The Rainbow nation...14 years on

I have recently learned of a home video that has destroyed the myth of South Africa as a “Rainbow Nation”. Sometime during last month, a group of white Afrikaner students filmed themselves forcing some elderly black people to eat food that they had urinated in. They also gave the black people bottles of beer, which they were forced to gulp down before being told to perform athletic feats to show their physical prowess, being black and all.

Though the video is said to have been circulating for almost a month, I have not seen it and it is unlikely that I will. I heard about it from a South African colleague who appeared greatly ashamed by the whole thing, I think he felt by telling me he was somehow distancing himself from the students. Absolution through confession, so to say. He did, however, take the opportunity to complain that there was nothing rainbow about the rainbow nation, as it has obviously left out some of its citizens, namely the white ones.

The students, who are residents of a whites only hostel, say they made the video in protest against the proposed integration of university living accommodation. Regardless of their reasons for making the video I must say the fact that they thought this was a valid form of protest speaks volumes about their upbringing, and about attitudes towards racial equality in South Africa, fourteen years after the official end of apartheid.

The video is the climax of several events highlighting the racial tensions in South Africa, including a shooting spree by a young white man in a township that resulted in the death of several black people, including women and a child. Then, off course, there was the famous lion feeding, where a white farmer and his three black employees beat a black man and threw his body to some lions. The blacks claimed to have been under the instructions of their employer. And finally the “black only” meeting of journalists which Jacob Zuma, current ANC president widely tipped to lead the country next year when Thabo Mbeki steps down in 2009, happily attended and stated that he saw nothing wrong with. He has alo been quoted as saying that South Africans should realise that sometimes people want to be with people with whom they share experiences a comment which has had the majority of White South Africans predicting the end of the “Rainbow Nation” policy.
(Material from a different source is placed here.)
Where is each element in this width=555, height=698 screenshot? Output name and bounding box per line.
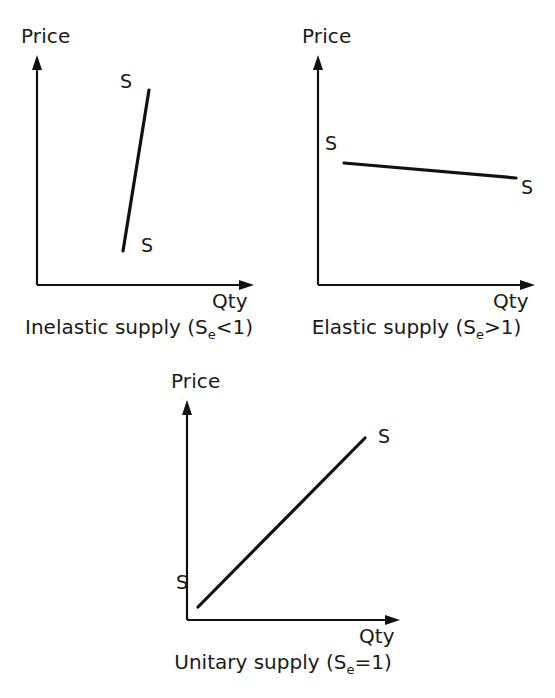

Form all this it may be inferred that the South Africans have been living a lie for all these years. Their Rainbow Nation is a sham. The resentment on both sides, that Nelson Mandela attempted to alleviate through the Truth and Reconciliation Committee, is understandable. The blacks, oppressed for decades on their ancestral lands by people who only began to call themselves Africans in the last century, are resentful for all the pain and suffering, the lost opportunities. They are also resentful towards the continued superior attitude of some of the white people as well as the fact that those that they view as the aristocrats of the ANC have not given them the prosperity that they expected. The whites are resentful of what they call reverse racism, the advent of Black empowerment enterprises and affirmative action. Many feel that the blacks have stolen the country that they built out of nothing and protected against the failures of other African countries such as inherent corruption, poverty and illness.

How do you reconcile a country that has been split along racial lines for over a centaury? Clearly not by sweeping peoples pain under the nearest carpet. The “hug each other” approach has failed to address the inherent racism that continues to be passed from generation to generation in some sections of society. This policy has also been embraced in France, where one is French before one’s ethnicity and one is expected to let go of ones original cultural heritage. The policy, which has been the pride of France for many years, has had devastating effects on young immigrants who would like to be allowed to pursue their individuality. And 2005 and 2006 there were riots in the banlieues of Paris showcasing their frustration. Despite the current calm they continue to feel excluded.

And in South Africa we see the frustrations of the young whites cause them to flee their country, seeking citizenship in their ancestral homelands. Many take advantage of German, Dutch and English ancestors to begin new lives in the EU, away from country that has been taken from them. A few of these bring their prejudices with them, but they are better suited to life in countries where non-whites are minorities.

The young blacks who cannot flee or take advantage of the new opportunities presented to them due to lack of education, a hangover from the apartheid days, or proper guidance, as a result of the growing number of adults dying of AIDS, the frustration manifest themselves in criminal activities and violence, with gangs of young men going about “jack rolling” (“recreational” gang rape), committing murder and staging armed robberies in an attempt to get what they view as a piece of the pie.

So what is the solution? There are several things that have been suggested, such as an improvement of the education of the elderly black South Africans, who are seen as a vulnerable group, as well as the younger ones, structured accelerated land reform policy as previously promised, a system of welfare payments that allows people to re-educate themselves and gives them money so that they are not drawn to crime, harsher penalties for rape and other violent crime.

Unfortunately, in my opinion, though these measures would improve that quality of life of many of the citizens, it will not make them like each other or create great understanding and that, it seems, is the biggest problem.